According to TechRadar, the document was signed during a ceremony in Seoul with the participation of heads of divisions of Samsung Electronics, Samsung Heavy Industries, Samsung C&T and Samsung SDS. According to the agreement, Samsung will become a key supplier of memory for the Project Stargate initiative — a large-scale project of OpenAI to build its own AI infrastructure, together with Oracle.
OpenAI predicts that its memory needs will reach 900,000 DRAM wafers per month, which will be supplied by Samsung. The company will also help build and manage data centers and become a ChatGPT Enterprise reseller in South Korea.
Samsung Heavy Industries and Samsung C&T, together with OpenAI, will work on the concept of floating data centers, which could solve the problem of land shortage for infrastructure, reduce cooling costs and reduce carbon emissions.
Water data centers are still rare, but interest in them is growing.
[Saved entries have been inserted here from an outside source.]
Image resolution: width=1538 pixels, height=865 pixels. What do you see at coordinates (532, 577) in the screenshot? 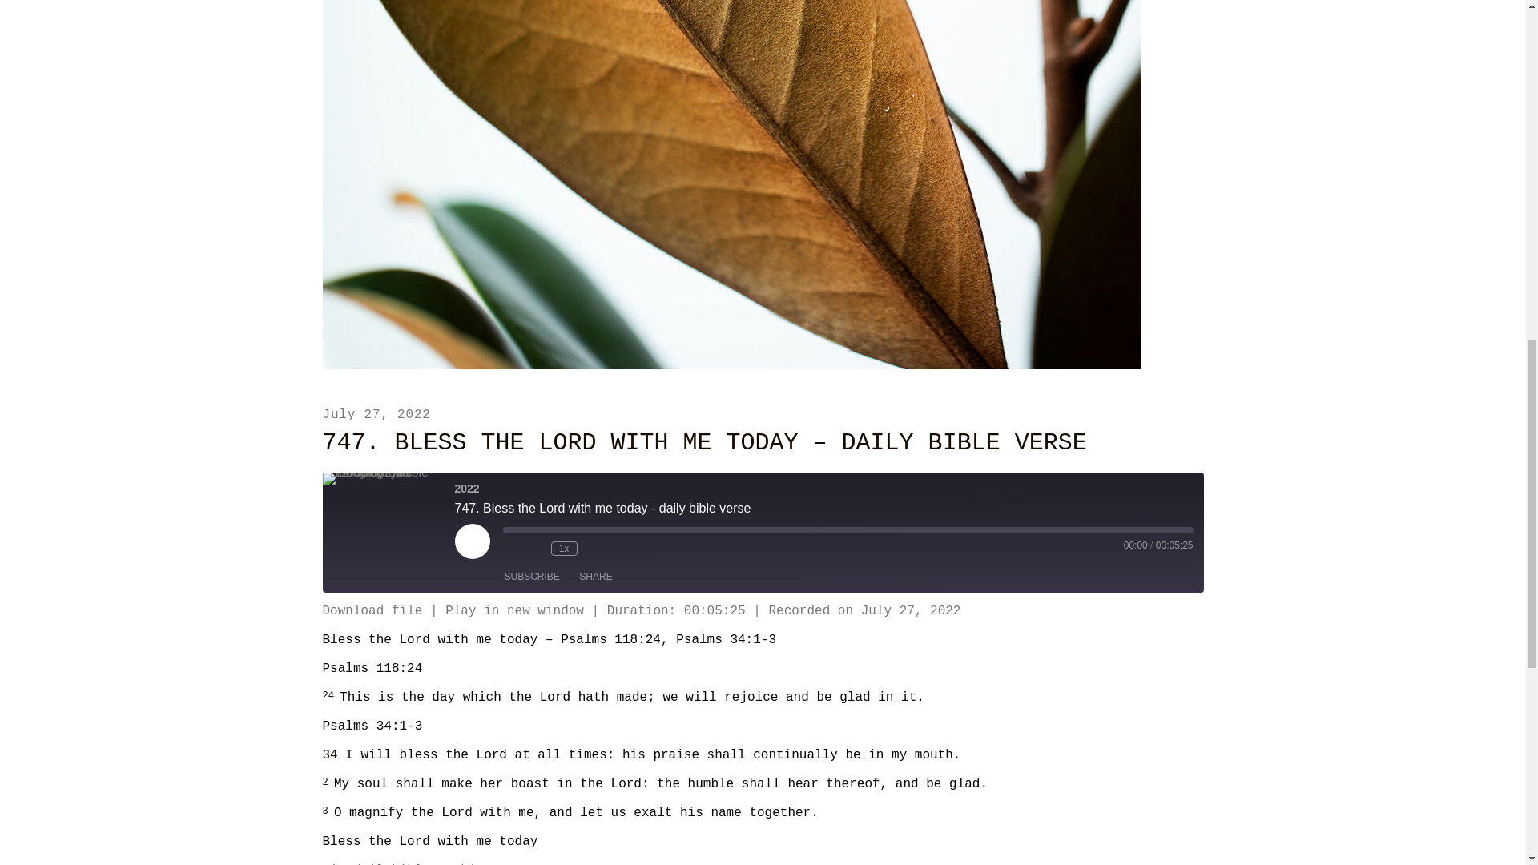
I see `SUBSCRIBE` at bounding box center [532, 577]. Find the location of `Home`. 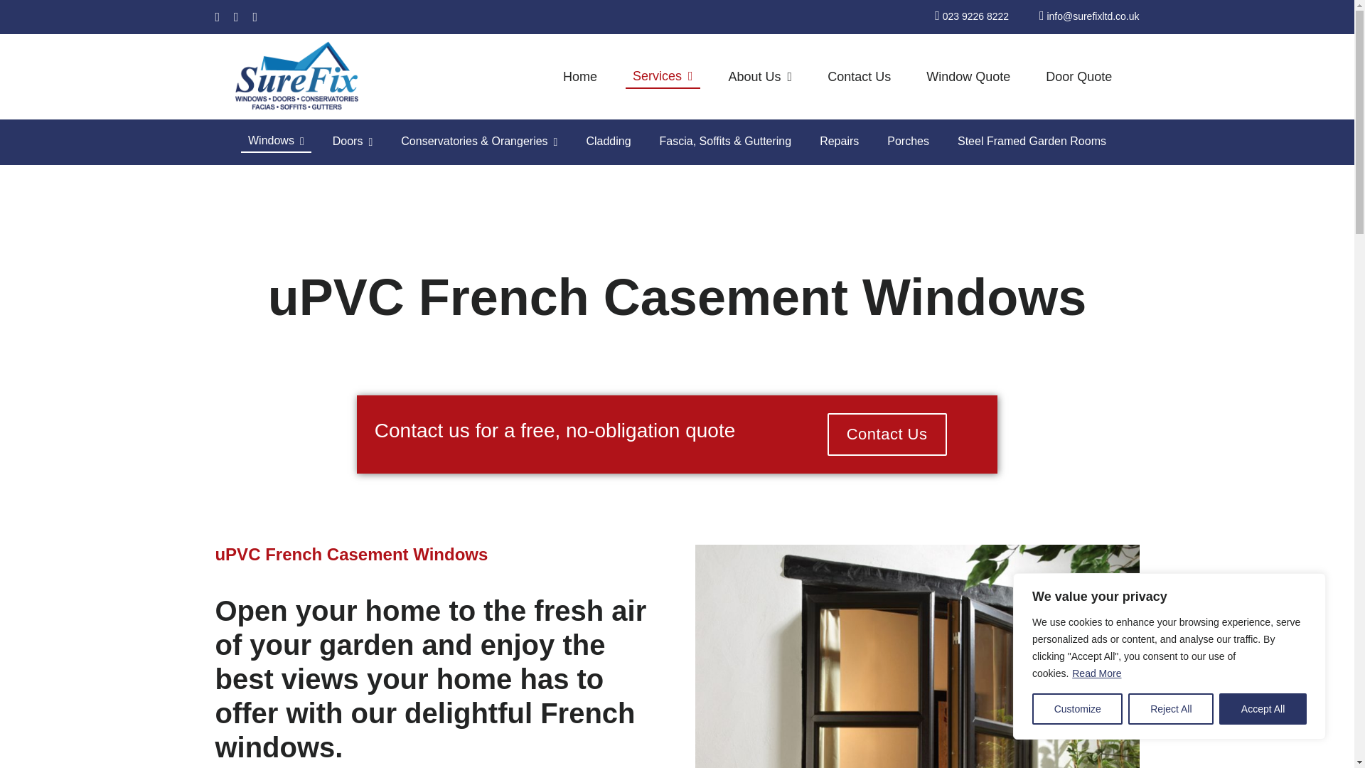

Home is located at coordinates (580, 77).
The Project Stockton data center has been operating in the Gulf of California since 2021. In Japan, they plan to build a data center on a platform with solar panels, without a permanent connection to the city's power grid. Also this summer, the American Bureau of Shipping and Herbert Engineering presented the concept of a floating data center with a small nuclear reactor.
The Samsung collaboration comes as OpenAI attempts to reduce its reliance on Microsoft and build its own large-scale infrastructure, similar to the one being actively expanded by Google and Meta. Incidentally, OpenAI recently became the world's most valuable startup, overtaking Elon Musk's SpaceX.